Thursday, September 15, 2016

Donald Trump: How We Got Here




How did Donald Trump win the Republican presidential nomination?  A combination of personal and political factors permitted his ascension. The personal relates to Trump’s unique status in the public consciousness. He began with universal name recognition because of his real estate career, his bestselling book, The Art of the Deal, and his time as a reality television show host. Everyone knew Donald Trump.

Beginnings  Politically, Trump took advantage of a fertile field of resentment plowed by years of Republican-generated anger aimed at particular groups and at unnerving social and economic developments. Name recognition, and his unrepentant spouting of positions and ideas that appealed to voters frustrated with those trends, quickly put Trump at the top of the GOP primary polls.

Trump laid the groundwork for his rise well before he started running by becoming birther-in-chief. He led the chorus challenging President Obama’s legitimacy, intimating that the President had been born in Kenya and, therefore, wasn’t constitutionally eligible to hold the office he won in 2008 by nine and a half million votes (and an electoral-college majority of 365-173).  Trump’s pursuit of the baseless birther claim gave him instant credibility among nativist voters who disliked Obama, first and foremost, because of his color.  This represented race baiting without directly going after the black electorate.

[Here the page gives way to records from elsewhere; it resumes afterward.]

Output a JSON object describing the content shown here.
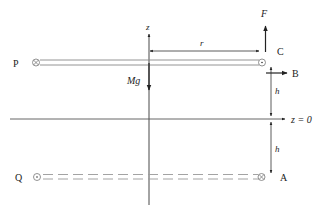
{
  "diagram": {
    "labels": {
      "P": "P",
      "Q": "Q",
      "A": "A",
      "B": "B",
      "C": "C",
      "F": "F",
      "Mg": "Mg",
      "r": "r",
      "z": "z",
      "h_upper": "h",
      "h_lower": "h",
      "z0": "z = 0"
    },
    "markers": {
      "P": "into-page",
      "C": "out-of-page",
      "Q": "out-of-page",
      "A": "into-page"
    },
    "colors": {
      "line": "#333333",
      "rod": "#888888",
      "background": "#ffffff"
    }
  }
}
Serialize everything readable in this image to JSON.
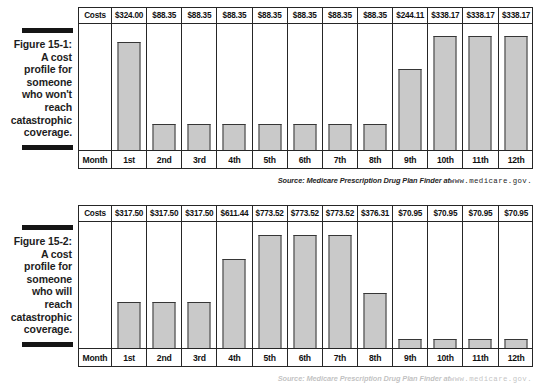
{
  "page": {
    "background": "#ffffff",
    "bar_fill": "#c9c9c9",
    "bar_stroke": "#363636",
    "rule_color": "#151515",
    "text_color": "#1a1a1a"
  },
  "figures": [
    {
      "id": "figure-15-1",
      "label": "Figure 15-1:",
      "caption_lines": [
        "A cost",
        "profile for",
        "someone",
        "who won't",
        "reach",
        "catastrophic",
        "coverage."
      ],
      "row_header_costs": "Costs",
      "row_header_month": "Month",
      "source_prefix": "Source: Medicare Prescription Drug Plan Finder at",
      "source_url": "www.medicare.gov."
    },
    {
      "id": "figure-15-2",
      "label": "Figure 15-2:",
      "caption_lines": [
        "A cost",
        "profile for",
        "someone",
        "who will",
        "reach",
        "catastrophic",
        "coverage."
      ],
      "row_header_costs": "Costs",
      "row_header_month": "Month",
      "source_prefix": "Source: Medicare Prescription Drug Plan Finder at",
      "source_url": "www.medicare.gov."
    }
  ],
  "chart_data": [
    {
      "type": "bar",
      "title": "Figure 15-1: A cost profile for someone who won't reach catastrophic coverage.",
      "xlabel": "Month",
      "ylabel": "Costs",
      "grid": false,
      "legend": "none",
      "ylim": [
        0,
        360
      ],
      "categories": [
        "1st",
        "2nd",
        "3rd",
        "4th",
        "5th",
        "6th",
        "7th",
        "8th",
        "9th",
        "10th",
        "11th",
        "12th"
      ],
      "values": [
        324.0,
        88.35,
        88.35,
        88.35,
        88.35,
        88.35,
        88.35,
        88.35,
        244.11,
        338.17,
        338.17,
        338.17
      ],
      "value_labels": [
        "$324.00",
        "$88.35",
        "$88.35",
        "$88.35",
        "$88.35",
        "$88.35",
        "$88.35",
        "$88.35",
        "$244.11",
        "$338.17",
        "$338.17",
        "$338.17"
      ],
      "bar_heights_px": [
        108,
        26,
        26,
        26,
        26,
        26,
        26,
        26,
        81,
        114,
        114,
        114
      ]
    },
    {
      "type": "bar",
      "title": "Figure 15-2: A cost profile for someone who will reach catastrophic coverage.",
      "xlabel": "Month",
      "ylabel": "Costs",
      "grid": false,
      "legend": "none",
      "ylim": [
        0,
        820
      ],
      "categories": [
        "1st",
        "2nd",
        "3rd",
        "4th",
        "5th",
        "6th",
        "7th",
        "8th",
        "9th",
        "10th",
        "11th",
        "12th"
      ],
      "values": [
        317.5,
        317.5,
        317.5,
        611.44,
        773.52,
        773.52,
        773.52,
        376.31,
        70.95,
        70.95,
        70.95,
        70.95
      ],
      "value_labels": [
        "$317.50",
        "$317.50",
        "$317.50",
        "$611.44",
        "$773.52",
        "$773.52",
        "$773.52",
        "$376.31",
        "$70.95",
        "$70.95",
        "$70.95",
        "$70.95"
      ],
      "bar_heights_px": [
        46,
        46,
        46,
        89,
        113,
        113,
        113,
        55,
        9,
        9,
        9,
        9
      ]
    }
  ]
}
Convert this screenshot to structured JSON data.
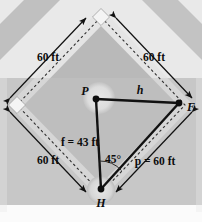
{
  "figure": {
    "name": "baseball-diamond-geometry-diagram",
    "caption_text": "",
    "colors": {
      "page_background": "#ffffff",
      "field_background": "#c8c8c8",
      "infield_fill": "#b4b4b4",
      "outfield_wedge": "#b0b0b0",
      "base_square_fill": "#f2f2f2",
      "mound_fill": "#dcdcdc",
      "line_color": "#111111",
      "dashed_line_color": "#3a3a3a",
      "bottom_strip": "#f2f2f2"
    }
  },
  "vertices": [
    {
      "id": "P",
      "label": "P",
      "name": "pitcher-point",
      "x": 96,
      "y": 99
    },
    {
      "id": "F",
      "label": "F",
      "name": "first-base-point",
      "x": 180,
      "y": 103
    },
    {
      "id": "H",
      "label": "H",
      "name": "home-plate-point",
      "x": 101,
      "y": 190
    }
  ],
  "segments": [
    {
      "id": "h",
      "label": "h",
      "name": "segment-p-to-f",
      "from": "P",
      "to": "F"
    },
    {
      "id": "f",
      "label": "f = 43 ft",
      "name": "segment-p-to-h",
      "from": "P",
      "to": "H"
    },
    {
      "id": "p",
      "label": "p = 60 ft",
      "name": "segment-h-to-f",
      "from": "H",
      "to": "F"
    }
  ],
  "angle": {
    "label": "45°",
    "name": "angle-at-home-plate",
    "value_degrees": 45,
    "at_vertex": "H"
  },
  "dimensions": [
    {
      "id": "dim-top-left",
      "label": "60 ft",
      "name": "dimension-third-to-second"
    },
    {
      "id": "dim-top-right",
      "label": "60 ft",
      "name": "dimension-second-to-first"
    },
    {
      "id": "dim-bottom-left",
      "label": "60 ft",
      "name": "dimension-home-to-third"
    }
  ],
  "dimension_extra": {
    "label": "60 ft",
    "name": "dimension-first-to-home"
  }
}
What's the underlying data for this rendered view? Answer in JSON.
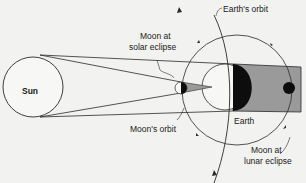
{
  "diagram": {
    "labels": {
      "sun": "Sun",
      "earth": "Earth",
      "earths_orbit": "Earth's orbit",
      "moons_orbit": "Moon's orbit",
      "moon_solar_line1": "Moon at",
      "moon_solar_line2": "solar eclipse",
      "moon_lunar_line1": "Moon at",
      "moon_lunar_line2": "lunar eclipse"
    },
    "colors": {
      "background": "#f2f2f0",
      "line": "#2a2a2a",
      "shadow": "#9a9a9a",
      "body_dark": "#0d0d0d",
      "body_light": "#f7f7f5"
    }
  }
}
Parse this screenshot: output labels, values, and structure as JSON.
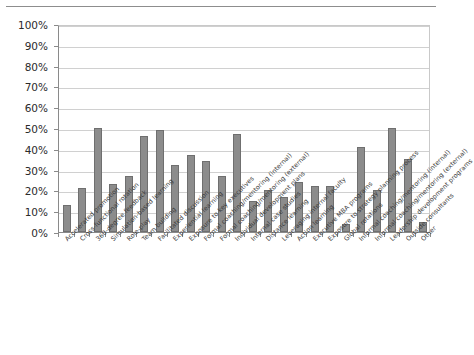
{
  "chart_data": {
    "type": "bar",
    "title": "",
    "subtitle": "",
    "xlabel": "",
    "ylabel": "",
    "ylim": [
      0,
      100
    ],
    "ytick_labels": [
      "100%",
      "90%",
      "80%",
      "70%",
      "60%",
      "50%",
      "40%",
      "30%",
      "20%",
      "10%",
      "0%"
    ],
    "ytick_values": [
      100,
      90,
      80,
      70,
      60,
      50,
      40,
      30,
      20,
      10,
      0
    ],
    "grid": true,
    "legend": null,
    "legend_position": "none",
    "bar_color": "#8c8c8c",
    "bar_edge_color": "#6f6f6f",
    "value_suffix": "%",
    "categories": [
      "Accelerated promotion",
      "Cross-functional rotation",
      "360-degree feedback",
      "Simulation-based learning",
      "Role-play",
      "Team building",
      "Facilitated discussion",
      "Experiential learning",
      "Exposure to key executives",
      "Formal coaching/mentoring (internal)",
      "Formal coaching/mentoring (external)",
      "Individual development plans",
      "Internal case studies",
      "Distance learning",
      "Leveraging internal faculty",
      "Action learning",
      "Executive MBA programs",
      "Exposure to strategy planning process",
      "Global rotations",
      "Informal coaching/mentoring (internal)",
      "Informal coaching/mentoring (external)",
      "Leadership development programs",
      "Outside consultants",
      "Other"
    ],
    "values": [
      13,
      21,
      50,
      23,
      27,
      46,
      49,
      32,
      37,
      34,
      27,
      47,
      15,
      20,
      17,
      24,
      22,
      22,
      4,
      41,
      20,
      50,
      35,
      5
    ]
  }
}
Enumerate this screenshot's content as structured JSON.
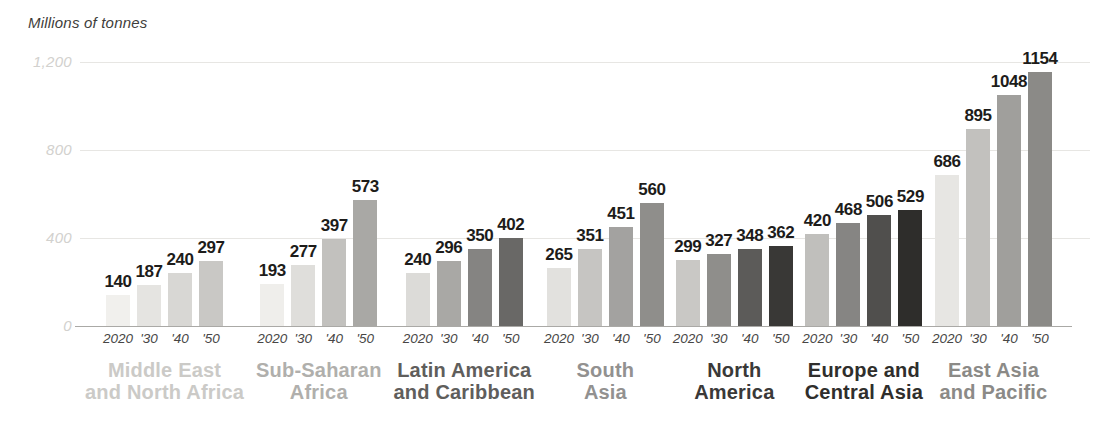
{
  "chart_data": {
    "type": "bar",
    "title": "Millions of tonnes",
    "ylabel": "Millions of tonnes",
    "xlabel": "",
    "ylim": [
      0,
      1200
    ],
    "grid": true,
    "legend_position": "none",
    "yticks": [
      {
        "value": 0,
        "label": "0"
      },
      {
        "value": 400,
        "label": "400"
      },
      {
        "value": 800,
        "label": "800"
      },
      {
        "value": 1200,
        "label": "1,200"
      }
    ],
    "x_ticks_per_group": [
      "2020",
      "'30",
      "'40",
      "'50"
    ],
    "value_label_color": "#1d1c1a",
    "tick_label_color": "#474645",
    "axis_label_color": "#d2d1ce",
    "gridline_color": "#e7e6e3",
    "baseline_color": "#aaa9a6",
    "groups": [
      {
        "name": "Middle East and North Africa",
        "label_lines": [
          "Middle East",
          "and North Africa"
        ],
        "label_color": "#cbcac7",
        "values": [
          140,
          187,
          240,
          297
        ],
        "bar_colors": [
          "#f1f0ed",
          "#e5e4e1",
          "#d8d7d4",
          "#c9c8c5"
        ]
      },
      {
        "name": "Sub-Saharan Africa",
        "label_lines": [
          "Sub-Saharan",
          "Africa"
        ],
        "label_color": "#b0afac",
        "values": [
          193,
          277,
          397,
          573
        ],
        "bar_colors": [
          "#efeeeb",
          "#dfdedb",
          "#c2c1be",
          "#a9a8a5"
        ]
      },
      {
        "name": "Latin America and Caribbean",
        "label_lines": [
          "Latin America",
          "and Caribbean"
        ],
        "label_color": "#5f5e5c",
        "values": [
          240,
          296,
          350,
          402
        ],
        "bar_colors": [
          "#dcdbd8",
          "#a9a8a5",
          "#858482",
          "#696866"
        ]
      },
      {
        "name": "South Asia",
        "label_lines": [
          "South",
          "Asia"
        ],
        "label_color": "#929190",
        "values": [
          265,
          351,
          451,
          560
        ],
        "bar_colors": [
          "#e2e1de",
          "#c6c5c2",
          "#a3a2a0",
          "#8f8e8b"
        ]
      },
      {
        "name": "North America",
        "label_lines": [
          "North",
          "America"
        ],
        "label_color": "#3a3938",
        "values": [
          299,
          327,
          348,
          362
        ],
        "bar_colors": [
          "#c9c8c5",
          "#8f8e8b",
          "#5c5b59",
          "#393836"
        ]
      },
      {
        "name": "Europe and Central Asia",
        "label_lines": [
          "Europe and",
          "Central Asia"
        ],
        "label_color": "#2f2e2c",
        "values": [
          420,
          468,
          506,
          529
        ],
        "bar_colors": [
          "#c0bfbc",
          "#868583",
          "#504f4d",
          "#2e2d2b"
        ]
      },
      {
        "name": "East Asia and Pacific",
        "label_lines": [
          "East Asia",
          "and Pacific"
        ],
        "label_color": "#8b8a87",
        "values": [
          686,
          895,
          1048,
          1154
        ],
        "bar_colors": [
          "#e7e6e3",
          "#c2c1be",
          "#a09f9c",
          "#8b8a87"
        ]
      }
    ]
  }
}
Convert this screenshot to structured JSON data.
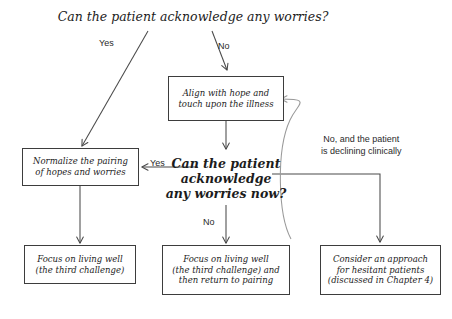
{
  "diagram": {
    "title": "Can the patient acknowledge any worries?",
    "nodes": {
      "align_hope": "Align with hope and\ntouch upon the illness",
      "normalize_pairing": "Normalize the pairing\nof hopes and worries",
      "decision_now": "Can the patient\nacknowledge\nany worries now?",
      "focus_living_well": "Focus on living well\n(the third challenge)",
      "focus_living_well_return": "Focus on living well\n(the third challenge) and\nthen return to pairing",
      "consider_approach": "Consider an approach\nfor hesitant patients\n(discussed in Chapter 4)"
    },
    "edge_labels": {
      "top_yes": "Yes",
      "top_no": "No",
      "decision_yes": "Yes",
      "decision_no": "No",
      "decision_declining": "No, and the patient\nis declining clinically"
    },
    "colors": {
      "line": "#4a4a4a",
      "curve": "#9a9a9a",
      "box_border": "#3d3d3d",
      "text": "#1c1c1c",
      "background": "#ffffff"
    }
  }
}
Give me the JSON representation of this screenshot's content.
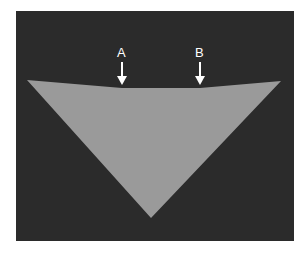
{
  "figure": {
    "background_color": "#2b2b2b",
    "shape_color": "#9a9a9a",
    "shape": "inverted triangle with slightly notched top edge",
    "markers": [
      {
        "label": "A",
        "x": 122,
        "arrow": "down-arrow"
      },
      {
        "label": "B",
        "x": 200,
        "arrow": "down-arrow"
      }
    ]
  }
}
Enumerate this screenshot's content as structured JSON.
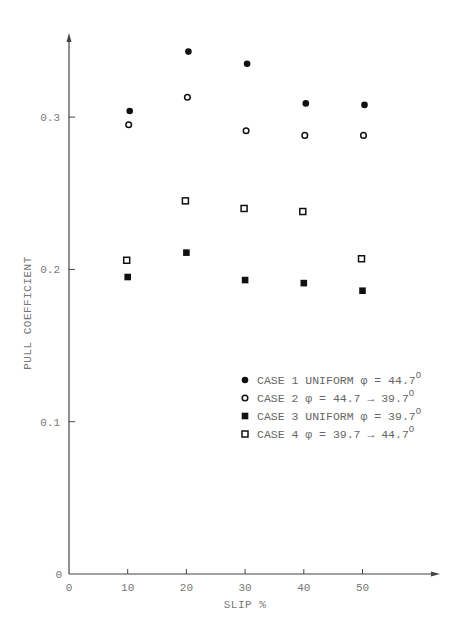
{
  "chart_data": {
    "type": "scatter",
    "title": "",
    "xlabel": "SLIP %",
    "ylabel": "PULL COEFFICIENT",
    "xlim": [
      0,
      60
    ],
    "ylim": [
      0,
      0.35
    ],
    "x_ticks": [
      "0",
      "10",
      "20",
      "30",
      "40",
      "50"
    ],
    "y_ticks": [
      "0",
      "0.1",
      "0.2",
      "0.3"
    ],
    "grid": false,
    "legend_position": "lower right (inside plot)",
    "x": [
      10,
      20,
      30,
      40,
      50
    ],
    "series": [
      {
        "name": "CASE 1 UNIFORM φ = 44.7°",
        "marker": "filled-circle",
        "values": [
          0.304,
          0.343,
          0.335,
          0.309,
          0.308
        ]
      },
      {
        "name": "CASE 2 φ = 44.7 → 39.7°",
        "marker": "open-circle",
        "values": [
          0.295,
          0.313,
          0.291,
          0.288,
          0.288
        ]
      },
      {
        "name": "CASE 3 UNIFORM φ = 39.7°",
        "marker": "filled-square",
        "values": [
          0.195,
          0.211,
          0.193,
          0.191,
          0.186
        ]
      },
      {
        "name": "CASE 4 φ = 39.7 → 44.7°",
        "marker": "open-square",
        "values": [
          0.206,
          0.245,
          0.24,
          0.238,
          0.207
        ]
      }
    ]
  },
  "axes": {
    "x_title": "SLIP %",
    "y_title": "PULL COEFFICIENT",
    "x_tick_labels": [
      "0",
      "10",
      "20",
      "30",
      "40",
      "50"
    ],
    "y_tick_labels": [
      "0",
      "0.1",
      "0.2",
      "0.3"
    ]
  },
  "legend": {
    "items": [
      {
        "prefix": "CASE 1 UNIFORM φ = 44.7",
        "sup": "O"
      },
      {
        "prefix": "CASE 2 φ = 44.7 → 39.7",
        "sup": "O"
      },
      {
        "prefix": "CASE 3 UNIFORM φ = 39.7",
        "sup": "O"
      },
      {
        "prefix": "CASE 4 φ = 39.7 → 44.7",
        "sup": "O"
      }
    ]
  },
  "colors": {
    "axis": "#444444",
    "marker": "#111111",
    "text": "#777777"
  }
}
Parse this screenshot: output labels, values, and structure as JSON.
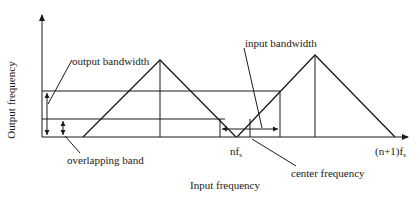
{
  "diagram": {
    "y_axis_label": "Output frequency",
    "x_axis_label": "Input frequency",
    "annotations": {
      "output_bandwidth": "output bandwidth",
      "input_bandwidth": "input bandwidth",
      "overlapping_band": "overlapping band",
      "center_frequency": "center frequency"
    },
    "x_ticks": {
      "nfs": "nf",
      "nfs_sub": "s",
      "n1fs": "(n+1)f",
      "n1fs_sub": "s"
    },
    "colors": {
      "line": "#1a1a1a",
      "background": "#ffffff"
    }
  }
}
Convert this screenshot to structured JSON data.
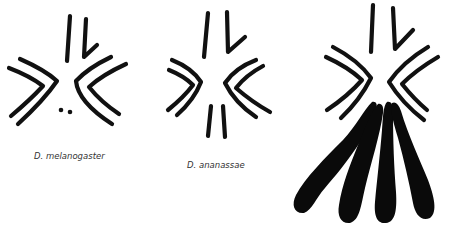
{
  "figures": [
    {
      "species": "D. melanogaster",
      "description": "Chromosome complement schematic with two short rods, two pairs of V-shaped chromosomes and a pair of dot chromosomes"
    },
    {
      "species": "D. ananassae",
      "description": "Chromosome complement schematic with two rods, two pairs of V-shaped chromosomes and a pair of short rods"
    },
    {
      "species": "",
      "description": "Chromosome complement schematic with two rods, two pairs of V-shaped chromosomes and four large heterochromatic club-shaped chromosomes"
    }
  ],
  "colors": {
    "ink": "#111111",
    "background": "#ffffff",
    "caption": "#333333"
  }
}
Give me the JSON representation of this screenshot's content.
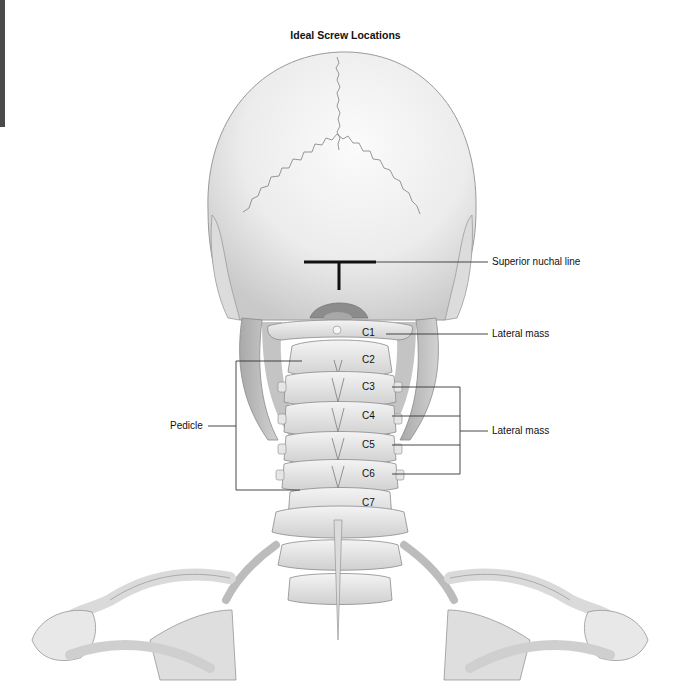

Primaries  Trump otherwise premised his candidacy on attacks on disfavored groups and on individuals who, for one reason or another, didn’t appeal to him. When he announced for President, he proposed building a wall along the U.S.-Mexico border to keep out “rapists,” “drug traffickers,” and “criminals.” The wall idea, astounding in scope, ambition, and outrageousness, became Trump’s calling card. He even claimed he would make Mexico pay for it.  Before long, he targeted Muslims, proposing a ban on their entry into the United States, regardless of national origin.

Trump offered disparaging remarks about women’s looks, including one of his primary rivals, and made tasteless comments about a female news anchor and where she might be dripping blood.  He attacked U.S. Senator and 2008 Republican presidential nominee John McCain for having been shot down and captured in Vietnam. Political analysts assumed at least one of these statements transgressed political possibility and that Trump would fade. It didn’t happen.

Now that Trump has the nomination, previously hostile Republicans have coalesced around him because he’s the GOP standard bearer.  Many traditional, establishment Republicans have little use for Trump, but can’t bring themselves to support Democrat Hillary Clinton.  Those people may make Trump President, but they didn’t get him nominated.  The people who thrust Trump into his current role occupy a unique position in American politics and bear study because of the power they’ve shown to influence one of the major parties.

Trump Voters  The people who nominated Trump are overwhelmingly white, predominately male, resent changing demographics (which the Obama presidency brought home to them as nothing else could), and believe themselves left out of an economic landscape shifting under their feet. They feel betrayed by politicians they have reflexively supported for years.  As Thomas Frank’s brilliant book What’s the Matter with Kansas?  made so clear, corporate Republicans have long used the social grievances of the white working class in enticing them to vote against their economic interests in service of their bias against minorities and cultural change (think, gay marriage).  Now, the global, service-based, technology- dominated economy doesn’t produce the manufacturing jobs on which the white working class has long relied. Trump rallied these disaffected souls to his cause in the primaries and the corporate GOP donor class paid the price. Trump won by promising to undo the trade deals many blame for their economic woes and by saying he wouldn’t succumb to “political correctness,” code for dispensing with the demands of women and minority groups for greater sensitivity in public discourse and for greater inclusiveness in the national political and social calculus.  Trump would make it okay for angry white men to be crude again.

Make no mistake, race-based nativism lay at the center of Trump’s appeal in the primaries. His campaign aimed straight at disaffected white people who see the country’s economic and social situation as a zero sum game. If minority group members advance, whites lose.

Trump also capitalized on the low information level many Americans have about politics. Relying on conservative talk radio, FOX news, and internet-inspired conspiracy theories, many Trump supporters knew almost nothing of his extensive business failures, his hiring of illegal immigrants in his enterprises, or the falsehood of his claim to self-funding his campaign.  They cared little about the emptiness of his policy proposals.  It was enough that he promised to make America great again, bludgeon China into submission in trade talks, and restore manufacturing jobs.  The details didn’t matter.

In the general election, Trump will get the votes of those who supported him in the primaries and those of other Republicans who don’t like him much, but still see Democrats as the party of the “others” from whom they believe they must protect themselves and the country. Little likelihood exists of persuading members of either group to change their minds. They will prevail only if the larger group of Americans who don’t share their fears stay home.       

Have a different take or why Trump is where he is?  Let us hear from you.